Kuwait
WAHHABI ISLAM AND THE GULF
The eighteenth and nineteenth centuries were a turbulent time
for Arabia in general and for the gulf in particular. To the southeast,
the Al Said of Oman were extending their influence northward,
and from Iraq the Ottoman Turks were extending their influence
southward. From the east, both the Iranians and the British were
becoming increasingly involved in Arab affairs.
The most significant development in the region, however, was
the Wahhabi movement. The name Wahhabi derived from Muhammad
ibn Abd al Wahhab, who died in 1792. He grew up in an oasis town
in central Arabia where he studied Hanbali law, usually considered
the strictest of Islamic legal schools, with his grandfather.
While still a young man, he left home and continued his studies
in Medina and then in Iraq and Iran.
When he returned from Iran to Arabia in the late 1730s, he attacked
as idolatry many of the customs followed by tribes in the area
who venerated rocks and trees. He extended his criticism to practices
of the Twelver Shia, such as veneration of the tombs of holy men.
He focused on the central Muslim principle that there is only
one God and that this God does not share his divinity with anyone.
From this principle, his students began to refer to themselves
as muwahhidun (sing., muwahhid), or "unitarians."
Their detractors referred to them as "Wahhabis."
Muhammad ibn Abd al Wahhab considered himself a reformer and
looked for a political figure to give his ideas a wider audience.
He found this person in Muhammad ibn Saud, the amir (see Glossary)
of Ad Diriyah, a small town near Riyadh. In 1744 the two swore
a traditional Muslim pledge in which they promised to work together
to establish a new state (which later became present-day Saudi
Arabia) based on Islamic principles. The limited but successful
military campaigns of Muhammad ibn Saud caused Arabs from all
over the peninsula to feel the impact of Wahhabi ideas.
The Wahhabis became known for a fanaticism similar to that of
the early Kharijites. This fanaticism helped to intensify conflicts
in the gulf. Whereas tribes from the interior had always raided
settled communities along the coast, the Wahhabi faith provided
them with a justification for continuing these incursions to spread
true Islam. Accordingly, in the nineteenth century Wahhabi tribes,
under the leadership of the Al Saud, moved at various times against
Kuwait, Bahrain, and Oman. In Oman, the Wahhabi faith created
internal dissension as well as an external menace because it proved
popular with some of the Ibadi tribes in the Omani interior.
Wahhabi thought has had a special impact on the history of Qatar.
Muhammad ibn Abd al Wahhab's ideas proved popular among many of
the peninsula tribes, including the Al Thani clan, before the
Al Khalifa attempted to take over the area from Bahrain at the
beginning of the nineteenth century. As a result, Wahhabi beliefs
motivated Al Thani efforts to resist the attempt of the Al Khalifa,
who rejected Wahhabism, to gain control of the peninsula. In the
early 1990s, Wahhabism distinguished Qatar religiously from its
neighbors.
Wahhabi fervor was also significant in the history of the present-day
UAE. The Qawasim tribes that had controlled the area since the
eighteenth century adapted Wahhabi ideas and transferred the movement's
religious enthusiasm to the piracy in which they had traditionally
engaged. Whereas Wahhabi thought opposed all that was not orthodox
in Islam, it particularly opposed non-Muslim elements such as
the increasing European presence in the Persian Gulf.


> _WHAT TO PRODUCE_
List all lines of the data containing the word "diagram".

»»

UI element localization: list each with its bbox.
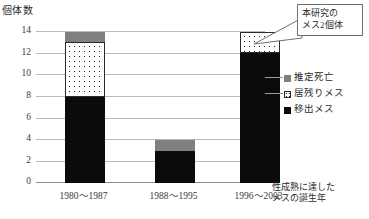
bar-segment-dead (155, 140, 195, 151)
callout-pointer-icon (252, 12, 302, 46)
bar-1996-2003[interactable] (240, 32, 280, 183)
callout-line-2: メス2個体 (302, 20, 358, 32)
x-tick-label-1988-1995: 1988〜1995 (131, 188, 216, 202)
legend-label-dead: 推定死亡 (294, 73, 334, 83)
bar-segment-emigrated (240, 53, 280, 183)
y-tick-label-4: 4 (26, 134, 31, 144)
bar-1988-1995[interactable] (155, 140, 195, 183)
plot-area: 14 12 10 8 6 4 2 0 (36, 31, 265, 183)
y-tick-label-2: 2 (26, 156, 31, 166)
stacked-bar-chart: 個体数 14 12 10 8 6 4 2 0 (0, 0, 369, 219)
x-axis-note-line2: メスの誕生年 (272, 193, 326, 203)
bar-1980-1987[interactable] (65, 32, 105, 183)
legend-item-resident[interactable]: 居残りメス (284, 86, 344, 102)
y-tick-label-10: 10 (22, 69, 32, 79)
x-axis-note: 性成熟に達した メスの誕生年 (272, 182, 335, 205)
x-tick-label-1980-1987: 1980〜1987 (41, 188, 126, 202)
callout-line-1: 本研究の (302, 8, 358, 20)
y-tick-label-8: 8 (26, 91, 31, 101)
bar-segment-emigrated (155, 151, 195, 183)
gray-square-swatch-icon (284, 75, 291, 82)
bar-segment-dead (65, 32, 105, 42)
y-tick-label-14: 14 (22, 26, 32, 36)
bar-segment-resident (65, 42, 105, 96)
y-tick-label-6: 6 (26, 113, 31, 123)
y-tick-label-12: 12 (22, 48, 32, 58)
legend-label-emigrated: 移出メス (294, 105, 334, 115)
legend-item-emigrated[interactable]: 移出メス (284, 102, 344, 118)
bar-segment-emigrated (65, 97, 105, 184)
y-axis-title: 個体数 (2, 2, 33, 17)
x-axis-note-line1: 性成熟に達した (272, 182, 335, 192)
y-tick-label-0: 0 (26, 177, 31, 187)
callout-box: 本研究の メス2個体 (297, 4, 363, 36)
legend-leader-line-resident (265, 93, 283, 94)
black-square-swatch-icon (284, 107, 291, 114)
legend-item-dead[interactable]: 推定死亡 (284, 70, 344, 86)
legend-leader-line-dead (265, 77, 283, 78)
legend-label-resident: 居残りメス (294, 89, 344, 99)
dotted-square-swatch-icon (284, 91, 291, 98)
legend: 推定死亡 居残りメス 移出メス (284, 70, 344, 118)
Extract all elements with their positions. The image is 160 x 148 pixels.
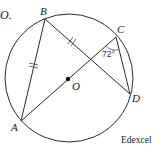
center-point-o — [66, 77, 70, 81]
point-label-b: B — [40, 5, 47, 17]
point-label-a: A — [10, 121, 18, 133]
chord-ab — [21, 19, 45, 121]
header-text: O. — [0, 8, 12, 22]
point-label-c: C — [117, 23, 125, 35]
point-label-d: D — [131, 92, 140, 104]
circle-theorem-diagram: O. B C D A O 72° Edexcel — [0, 0, 160, 148]
source-label: Edexcel — [121, 135, 152, 145]
angle-label-72: 72° — [102, 49, 115, 59]
equal-tick-marks-ab — [29, 63, 38, 68]
point-label-o: O — [72, 80, 80, 92]
chord-cd — [116, 37, 130, 94]
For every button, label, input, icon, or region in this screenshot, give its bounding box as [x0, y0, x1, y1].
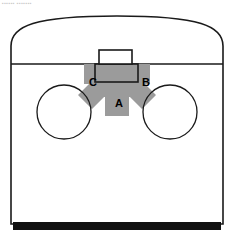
figure-root: ▪▪▪▪▪▪ ▪▪▪▪▪▪▪ A B C: [0, 0, 235, 242]
watermark-label: ▪▪▪▪▪▪ ▪▪▪▪▪▪▪: [2, 0, 32, 6]
label-a: A: [115, 97, 123, 109]
label-b: B: [142, 76, 150, 88]
enclosure-outline: [11, 16, 223, 224]
diagram-canvas: A B C: [0, 0, 235, 242]
top-rectangle: [99, 50, 132, 64]
label-c: C: [89, 76, 97, 88]
bottom-bar: [13, 222, 221, 230]
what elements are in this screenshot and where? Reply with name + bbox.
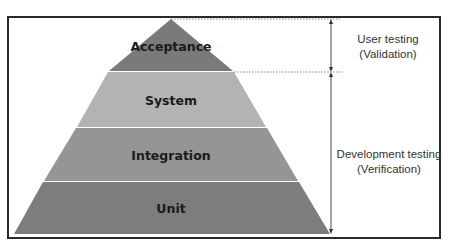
tier-label-integration: Integration (131, 148, 210, 163)
development-testing-title: Development testing (334, 147, 444, 162)
user-testing-label: User testing (Validation) (340, 32, 436, 62)
arrowhead-down-icon (329, 229, 333, 234)
tier-label-system: System (145, 93, 197, 108)
tier-label-unit: Unit (156, 201, 185, 216)
arrowhead-up-icon (329, 72, 333, 77)
arrowhead-up-icon (329, 19, 333, 24)
development-testing-label: Development testing (Verification) (334, 147, 444, 177)
development-testing-subtitle: (Verification) (334, 162, 444, 177)
tier-label-acceptance: Acceptance (130, 39, 211, 54)
user-testing-subtitle: (Validation) (340, 47, 436, 62)
testing-pyramid-diagram: Acceptance System Integration Unit User … (0, 0, 450, 248)
arrowhead-down-icon (329, 67, 333, 72)
user-testing-title: User testing (340, 32, 436, 47)
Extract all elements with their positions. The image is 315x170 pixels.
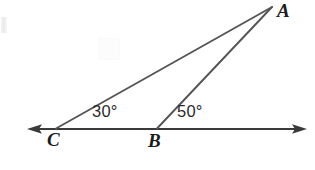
vertex-label-c: C <box>47 130 60 149</box>
segment-BA-line <box>157 7 272 129</box>
geometry-figure: A B C 30° 50° <box>0 0 315 170</box>
vertex-label-a: A <box>277 1 290 20</box>
angle-measure-at-b: 50° <box>177 103 203 120</box>
segment-CA-line <box>56 7 272 129</box>
angle-measure-at-c: 30° <box>92 103 118 120</box>
vertex-label-b: B <box>148 131 161 150</box>
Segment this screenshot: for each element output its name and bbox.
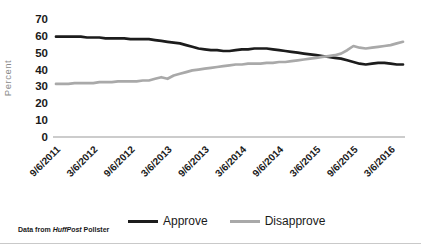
x-tick-label: 9/6/2015 xyxy=(325,143,361,179)
legend-label-disapprove: Disapprove xyxy=(265,214,326,228)
approval-line-chart: 010203040506070Percent9/6/20113/6/20129/… xyxy=(0,0,421,250)
footnote-source: HuffPost xyxy=(53,226,82,233)
x-tick-label: 3/6/2014 xyxy=(213,143,249,179)
legend-item-approve: Approve xyxy=(128,214,208,228)
y-tick-label: 0 xyxy=(42,131,48,143)
approval-chart-figure: 010203040506070Percent9/6/20113/6/20129/… xyxy=(0,0,421,250)
legend-label-approve: Approve xyxy=(163,214,208,228)
x-tick-label: 3/6/2012 xyxy=(64,143,100,179)
footnote-suffix: Pollster xyxy=(82,226,110,233)
x-tick-label: 3/6/2016 xyxy=(362,143,398,179)
y-tick-label: 40 xyxy=(35,64,48,76)
footnote-prefix: Data from xyxy=(18,226,53,233)
x-tick-label: 3/6/2015 xyxy=(287,143,323,179)
y-tick-label: 20 xyxy=(35,97,48,109)
y-axis-title: Percent xyxy=(2,60,13,96)
y-tick-label: 10 xyxy=(35,114,48,126)
approve-line xyxy=(56,37,403,65)
data-source-footnote: Data from HuffPost Pollster xyxy=(18,226,109,233)
approve-line-swatch xyxy=(128,220,158,223)
y-tick-label: 70 xyxy=(35,13,48,25)
x-tick-label: 9/6/2013 xyxy=(176,143,212,179)
figure-bottom-border xyxy=(0,243,421,244)
x-tick-label: 9/6/2012 xyxy=(101,143,137,179)
x-tick-label: 3/6/2013 xyxy=(139,143,175,179)
legend-item-disapprove: Disapprove xyxy=(230,214,326,228)
disapprove-line xyxy=(56,42,403,84)
disapprove-line-swatch xyxy=(230,220,260,223)
chart-legend: Approve Disapprove xyxy=(128,214,325,228)
x-tick-label: 9/6/2011 xyxy=(28,143,63,178)
y-tick-label: 50 xyxy=(35,47,48,59)
y-tick-label: 60 xyxy=(35,30,48,42)
x-tick-label: 9/6/2014 xyxy=(250,143,286,179)
y-tick-label: 30 xyxy=(35,80,48,92)
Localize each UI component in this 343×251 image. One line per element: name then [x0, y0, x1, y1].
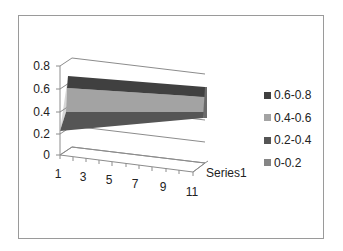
legend-swatch: [264, 137, 271, 144]
legend-item: 0.6-0.8: [264, 84, 311, 107]
legend-item: 0-0.2: [264, 152, 311, 175]
legend-label: 0.4-0.6: [274, 111, 311, 125]
surface: [60, 76, 207, 131]
svg-text:7: 7: [132, 177, 139, 191]
legend-swatch: [264, 159, 271, 166]
y-axis: [56, 66, 60, 155]
y-tick-labels: 0 0.2 0.4 0.6 0.8: [33, 59, 50, 162]
legend: 0.6-0.8 0.4-0.6 0.2-0.4 0-0.2: [264, 84, 311, 174]
x-tick-labels: 1 3 5 7 9 11: [55, 167, 199, 199]
svg-text:0.8: 0.8: [33, 59, 50, 73]
legend-label: 0.2-0.4: [274, 133, 311, 147]
svg-text:5: 5: [106, 173, 113, 187]
svg-text:9: 9: [160, 180, 167, 194]
svg-text:11: 11: [186, 185, 199, 199]
legend-swatch: [264, 114, 271, 121]
svg-text:0: 0: [43, 148, 50, 162]
svg-text:0.6: 0.6: [33, 82, 50, 96]
band-0.2-0.4: [60, 112, 205, 131]
svg-text:3: 3: [80, 170, 87, 184]
depth-axis-label: Series1: [206, 166, 247, 180]
svg-text:0.2: 0.2: [33, 127, 50, 141]
svg-text:1: 1: [55, 167, 62, 181]
legend-item: 0.4-0.6: [264, 107, 311, 130]
svg-text:0.4: 0.4: [33, 105, 50, 119]
floor: [60, 147, 205, 172]
legend-label: 0.6-0.8: [274, 88, 311, 102]
legend-item: 0.2-0.4: [264, 129, 311, 152]
legend-label: 0-0.2: [274, 156, 301, 170]
legend-swatch: [264, 92, 271, 99]
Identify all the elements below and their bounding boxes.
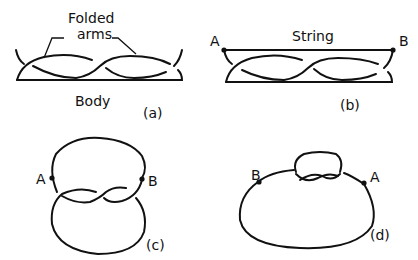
string-label: String (292, 28, 334, 44)
body-label: Body (75, 93, 110, 109)
point-a-dot-c (49, 175, 54, 180)
leader-line-right (112, 38, 136, 54)
point-a-dot-d (361, 180, 366, 185)
arm-twist (33, 56, 170, 78)
string-right-hook (384, 50, 393, 68)
point-a-label: A (210, 33, 220, 49)
body-right-hook (174, 50, 182, 66)
arm-twist-b (242, 58, 378, 80)
panel-d: B A (d) (240, 152, 390, 248)
panel-a: Folded arms Body (a) (16, 10, 182, 121)
point-b-label-c: B (148, 173, 158, 189)
knot-upper-loop (295, 152, 341, 172)
knot-diagram: Folded arms Body (a) A String B (b) A B (0, 0, 418, 260)
caption-b: (b) (340, 97, 360, 113)
point-b-dot-d (256, 179, 261, 184)
lower-loop (52, 189, 145, 254)
arm-lower-right-b (314, 69, 376, 80)
point-a-label-d: A (370, 169, 380, 185)
body-left-hook (16, 50, 24, 64)
arm-lower-right (106, 68, 166, 78)
folded-label: Folded (68, 10, 114, 26)
panel-c: A B (c) (36, 138, 165, 254)
string-left-hook (224, 50, 232, 64)
arms-label: arms (77, 26, 112, 42)
upper-loop (52, 138, 145, 192)
caption-d: (d) (370, 227, 390, 243)
point-b-label: B (399, 33, 409, 49)
caption-c: (c) (146, 237, 165, 253)
point-a-label-c: A (36, 171, 46, 187)
panel-b: A String B (b) (210, 28, 409, 113)
caption-a: (a) (143, 105, 163, 121)
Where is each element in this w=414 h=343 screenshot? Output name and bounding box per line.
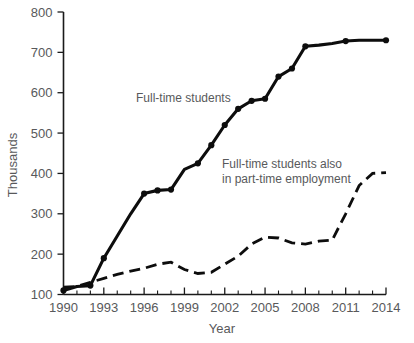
data-point-2014 [383,37,389,43]
y-tick-label-800: 800 [31,5,53,20]
x-tick-label-2008: 2008 [291,300,320,315]
data-point-2001 [208,142,214,148]
data-point-1993 [101,255,107,261]
x-tick-label-1990: 1990 [49,300,78,315]
data-point-1996 [141,191,147,197]
x-tick-label-1993: 1993 [89,300,118,315]
chart-container: 100200300400500600700800 199019931996199… [0,0,414,343]
data-point-1997 [154,187,160,193]
data-point-2002 [222,122,228,128]
data-point-1992 [87,283,93,289]
y-tick-label-600: 600 [31,85,53,100]
data-point-2011 [343,38,349,44]
annotation-part-time-employment-line1: Full-time students also [222,157,342,171]
y-axis-title: Thousands [5,132,20,197]
data-point-2007 [289,65,295,71]
y-tick-label-300: 300 [31,206,53,221]
data-point-1998 [168,186,174,192]
x-tick-label-1996: 1996 [130,300,159,315]
x-tick-label-2005: 2005 [251,300,280,315]
x-axis-tick-labels: 199019931996199920022005200820112014 [49,300,400,315]
data-point-2008 [302,43,308,49]
line-chart: 100200300400500600700800 199019931996199… [0,0,414,343]
y-tick-label-200: 200 [31,247,53,262]
data-point-2000 [195,160,201,166]
annotation-full-time-students: Full-time students [136,91,231,105]
x-tick-label-2002: 2002 [210,300,239,315]
data-point-2004 [249,98,255,104]
x-tick-label-1999: 1999 [170,300,199,315]
x-tick-label-2011: 2011 [332,300,360,315]
data-point-1990 [60,287,66,293]
data-point-2006 [275,73,281,79]
y-tick-label-500: 500 [31,126,53,141]
data-point-2005 [262,96,268,102]
data-point-2003 [235,106,241,112]
y-tick-label-700: 700 [31,45,53,60]
annotation-part-time-employment-line2: in part-time employment [222,172,351,186]
x-axis-title: Year [209,321,236,336]
y-tick-label-400: 400 [31,166,53,181]
x-tick-label-2014: 2014 [372,300,401,315]
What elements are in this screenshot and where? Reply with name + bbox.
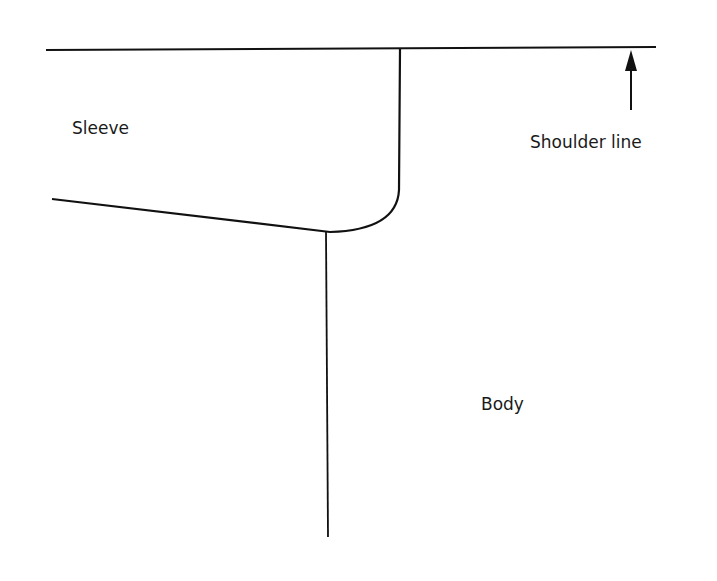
body-label: Body (481, 396, 524, 413)
sleeve-outline (52, 49, 400, 232)
sleeve-label: Sleeve (72, 120, 129, 137)
shoulder-line-label: Shoulder line (530, 134, 642, 151)
shoulder-line (46, 47, 656, 50)
side-seam-line (326, 232, 328, 537)
diagram-canvas (0, 0, 717, 581)
arrow-up-icon (625, 50, 637, 71)
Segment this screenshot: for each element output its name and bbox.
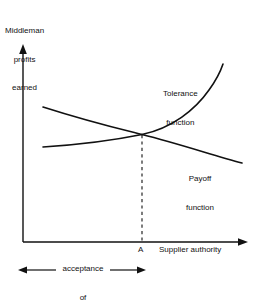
payoff-label-line1: Payoff — [186, 174, 214, 184]
tolerance-label-line1: Tolerance — [163, 89, 198, 99]
zone-right-arrowhead — [137, 267, 146, 274]
tolerance-function-label: Tolerance function — [163, 70, 198, 146]
zone-label: Zone of — [62, 245, 104, 304]
y-axis-label: Middleman profits earned — [5, 7, 44, 112]
acceptance-label: acceptance — [56, 264, 110, 274]
y-axis-label-line2: profits — [5, 55, 44, 65]
tolerance-label-line2: function — [163, 118, 198, 128]
payoff-function-label: Payoff function — [186, 155, 214, 231]
x-axis-arrowhead — [238, 238, 248, 246]
y-axis-label-line3: earned — [5, 83, 44, 93]
zone-left-arrowhead — [18, 267, 27, 274]
point-a-label: A — [138, 245, 143, 255]
x-axis-label: Supplier authority — [159, 245, 221, 255]
y-axis-label-line1: Middleman — [5, 26, 44, 36]
zone-label-line2: of — [62, 293, 104, 303]
payoff-label-line2: function — [186, 203, 214, 213]
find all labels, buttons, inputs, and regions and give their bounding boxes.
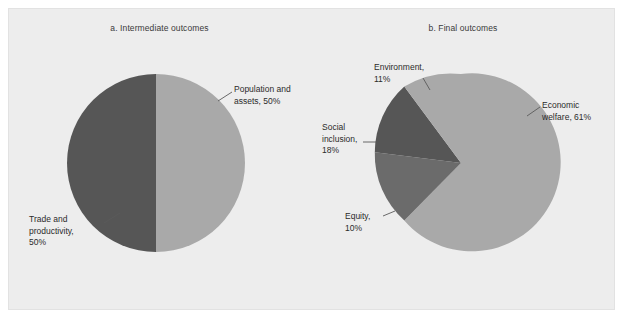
- label-line: Equity,: [345, 211, 370, 223]
- label-line: 10%: [345, 223, 370, 235]
- slice-population-and-assets: [156, 74, 245, 252]
- label-line: 18%: [322, 145, 357, 157]
- label-line: Economic: [542, 100, 591, 112]
- label-equity: Equity, 10%: [345, 211, 370, 234]
- label-social-inclusion: Social inclusion, 18%: [322, 122, 357, 157]
- slice-trade-and-productivity: [67, 74, 156, 252]
- label-trade-and-productivity: Trade and productivity, 50%: [29, 214, 74, 249]
- leader-line-population: [218, 92, 232, 101]
- label-line: productivity,: [29, 226, 74, 238]
- label-population-and-assets: Population and assets, 50%: [234, 84, 291, 107]
- chart-a-pie: [8, 0, 311, 324]
- label-line: Environment,: [374, 62, 424, 74]
- label-line: 50%: [29, 237, 74, 249]
- chart-final-outcomes: b. Final outcomes Economic welfare, 61% …: [311, 0, 615, 324]
- leader-line-equity: [383, 211, 395, 216]
- label-line: Social: [322, 122, 357, 134]
- chart-intermediate-outcomes: a. Intermediate outcomes Population and …: [8, 0, 311, 324]
- label-environment: Environment, 11%: [374, 62, 424, 85]
- chart-b-pie: [311, 0, 615, 324]
- label-line: Population and: [234, 84, 291, 96]
- label-line: inclusion,: [322, 134, 357, 146]
- label-line: 11%: [374, 74, 424, 86]
- label-economic-welfare: Economic welfare, 61%: [542, 100, 591, 123]
- label-line: Trade and: [29, 214, 74, 226]
- figure-container: a. Intermediate outcomes Population and …: [0, 0, 623, 324]
- label-line: assets, 50%: [234, 96, 291, 108]
- label-line: welfare, 61%: [542, 112, 591, 124]
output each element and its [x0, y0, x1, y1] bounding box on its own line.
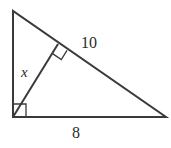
altitude-segment	[13, 44, 58, 117]
base-length-label: 8	[72, 125, 80, 141]
triangle-outline	[13, 11, 166, 117]
hypotenuse-length-label: 10	[81, 35, 97, 51]
geometry-figure: 10 x 8	[0, 0, 171, 148]
altitude-length-label: x	[21, 65, 28, 80]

««

> _EXERCISE OUTPUT_
circle-theorem-diagram: O. B C D A O 72° Edexcel — [0, 0, 160, 148]
diagram-canvas: A B C: [0, 0, 235, 242]
testing-pyramid-diagram: Acceptance System Integration Unit User … (0, 0, 450, 248)
knot-diagram: Folded arms Body (a) A String B (b) A B (0, 0, 418, 260)
diagram-canvas (0, 0, 717, 581)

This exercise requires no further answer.